Whitney's only known way of thanking anybody was to invite them to adjourn to the cafe, and accordingly we started across the hall, after he had gathered up his correspondence. The information had made more work that night impossible for him.

As we crossed from the writing-room, we saw Alfonso de Moche coming in from the street. He saw us and came over to speak. Was it a coincidence, or was it merely a blind? Was he the one who had got away and now calculated to come back and throw us off guard?

Whitney asked him where he had been, but he replied quickly that his mother had not been feeling very well after dinner and had gone to bed, while he strolled out and had dropped into a picture show. That, I felt, was at least clever. The intruder had been a man.

De Moche excused himself, and we continued our walk to the cafe, where
Whitney restored his shattered peace of mind somewhat.

"What's the result of your detective work on Norton?" ventured Kennedy at last, seeing that Whitney was in a more expansive frame of mind, and taking a chance.

"Oh," returned Whitney, "he's scared, all right. Why, he has been hanging around this hotel—watching me. He thinks I don't know it, I suppose, but I do."

Kennedy and I exchanged glances.

"But he's slippery," went on Whitney. "He knows that he is being shadowed and the men tell me that they lose him, now and then. To tell the truth I don't trust most of these private detectives. I think their little tissue paper reports are half-faked, anyhow."

He seemed to want to say no more on the subject, from which I took it that he had discovered nothing of importance.

"One thing, though," he recollected, after a moment. "He has been going to see Inez Mendoza, they tell me."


# Action item
Retype the data below in full, keeping every character as it is.

═════ Data section

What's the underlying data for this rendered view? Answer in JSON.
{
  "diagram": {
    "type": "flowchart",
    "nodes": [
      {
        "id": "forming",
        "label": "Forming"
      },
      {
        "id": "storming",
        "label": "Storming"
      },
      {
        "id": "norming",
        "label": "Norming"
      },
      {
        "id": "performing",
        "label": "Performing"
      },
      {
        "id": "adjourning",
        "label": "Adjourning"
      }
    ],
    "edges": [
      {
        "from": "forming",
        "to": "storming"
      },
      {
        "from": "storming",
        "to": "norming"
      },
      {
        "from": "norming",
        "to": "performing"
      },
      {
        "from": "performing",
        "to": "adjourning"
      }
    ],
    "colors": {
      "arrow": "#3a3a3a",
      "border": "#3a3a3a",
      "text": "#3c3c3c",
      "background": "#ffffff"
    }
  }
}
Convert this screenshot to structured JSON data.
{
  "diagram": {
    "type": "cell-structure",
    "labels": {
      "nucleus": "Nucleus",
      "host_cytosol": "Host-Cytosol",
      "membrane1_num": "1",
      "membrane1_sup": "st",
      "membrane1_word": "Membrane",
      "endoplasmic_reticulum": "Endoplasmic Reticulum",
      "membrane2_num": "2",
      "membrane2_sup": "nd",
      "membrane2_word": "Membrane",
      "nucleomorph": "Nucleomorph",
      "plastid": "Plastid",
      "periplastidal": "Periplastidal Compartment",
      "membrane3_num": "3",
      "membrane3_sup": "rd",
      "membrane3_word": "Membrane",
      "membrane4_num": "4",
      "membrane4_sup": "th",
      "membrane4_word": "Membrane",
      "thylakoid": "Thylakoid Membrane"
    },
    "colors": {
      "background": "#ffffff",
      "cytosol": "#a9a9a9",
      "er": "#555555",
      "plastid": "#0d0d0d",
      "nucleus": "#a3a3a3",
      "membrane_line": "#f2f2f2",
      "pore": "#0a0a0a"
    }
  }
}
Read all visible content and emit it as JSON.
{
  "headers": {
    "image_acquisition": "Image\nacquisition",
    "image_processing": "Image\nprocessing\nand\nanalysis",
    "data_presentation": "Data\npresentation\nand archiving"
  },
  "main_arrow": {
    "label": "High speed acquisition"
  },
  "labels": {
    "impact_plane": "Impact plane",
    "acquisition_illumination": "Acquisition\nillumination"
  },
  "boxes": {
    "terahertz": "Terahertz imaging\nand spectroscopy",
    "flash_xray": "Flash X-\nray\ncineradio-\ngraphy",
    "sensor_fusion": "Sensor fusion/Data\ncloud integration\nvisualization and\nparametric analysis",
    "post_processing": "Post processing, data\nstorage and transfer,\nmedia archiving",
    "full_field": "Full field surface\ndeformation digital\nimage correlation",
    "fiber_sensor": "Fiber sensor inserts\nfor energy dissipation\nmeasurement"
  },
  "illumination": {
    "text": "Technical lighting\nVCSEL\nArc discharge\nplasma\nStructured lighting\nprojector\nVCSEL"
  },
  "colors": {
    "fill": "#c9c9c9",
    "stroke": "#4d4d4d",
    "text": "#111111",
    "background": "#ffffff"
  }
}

══════════

# Written answer
What's the underlying data for this rendered view? Answer in JSON.
{
  "diagram": {
    "type": "flowchart",
    "nodes": [
      {
        "id": "forming",
        "label": "Forming"
      },
      {
        "id": "storming",
        "label": "Storming"
      },
      {
        "id": "norming",
        "label": "Norming"
      },
      {
        "id": "performing",
        "label": "Performing"
      },
      {
        "id": "adjourning",
        "label": "Adjourning"
      }
    ],
    "edges": [
      {
        "from": "forming",
        "to": "storming"
      },
      {
        "from": "storming",
        "to": "norming"
      },
      {
        "from": "norming",
        "to": "performing"
      },
      {
        "from": "performing",
        "to": "adjourning"
      }
    ],
    "colors": {
      "arrow": "#3a3a3a",
      "border": "#3a3a3a",
      "text": "#3c3c3c",
      "background": "#ffffff"
    }
  }
}
Convert this screenshot to structured JSON data.
{
  "diagram": {
    "type": "cell-structure",
    "labels": {
      "nucleus": "Nucleus",
      "host_cytosol": "Host-Cytosol",
      "membrane1_num": "1",
      "membrane1_sup": "st",
      "membrane1_word": "Membrane",
      "endoplasmic_reticulum": "Endoplasmic Reticulum",
      "membrane2_num": "2",
      "membrane2_sup": "nd",
      "membrane2_word": "Membrane",
      "nucleomorph": "Nucleomorph",
      "plastid": "Plastid",
      "periplastidal": "Periplastidal Compartment",
      "membrane3_num": "3",
      "membrane3_sup": "rd",
      "membrane3_word": "Membrane",
      "membrane4_num": "4",
      "membrane4_sup": "th",
      "membrane4_word": "Membrane",
      "thylakoid": "Thylakoid Membrane"
    },
    "colors": {
      "background": "#ffffff",
      "cytosol": "#a9a9a9",
      "er": "#555555",
      "plastid": "#0d0d0d",
      "nucleus": "#a3a3a3",
      "membrane_line": "#f2f2f2",
      "pore": "#0a0a0a"
    }
  }
}
Read all visible content and emit it as JSON.
{
  "headers": {
    "image_acquisition": "Image\nacquisition",
    "image_processing": "Image\nprocessing\nand\nanalysis",
    "data_presentation": "Data\npresentation\nand archiving"
  },
  "main_arrow": {
    "label": "High speed acquisition"
  },
  "labels": {
    "impact_plane": "Impact plane",
    "acquisition_illumination": "Acquisition\nillumination"
  },
  "boxes": {
    "terahertz": "Terahertz imaging\nand spectroscopy",
    "flash_xray": "Flash X-\nray\ncineradio-\ngraphy",
    "sensor_fusion": "Sensor fusion/Data\ncloud integration\nvisualization and\nparametric analysis",
    "post_processing": "Post processing, data\nstorage and transfer,\nmedia archiving",
    "full_field": "Full field surface\ndeformation digital\nimage correlation",
    "fiber_sensor": "Fiber sensor inserts\nfor energy dissipation\nmeasurement"
  },
  "illumination": {
    "text": "Technical lighting\nVCSEL\nArc discharge\nplasma\nStructured lighting\nprojector\nVCSEL"
  },
  "colors": {
    "fill": "#c9c9c9",
    "stroke": "#4d4d4d",
    "text": "#111111",
    "background": "#ffffff"
  }
}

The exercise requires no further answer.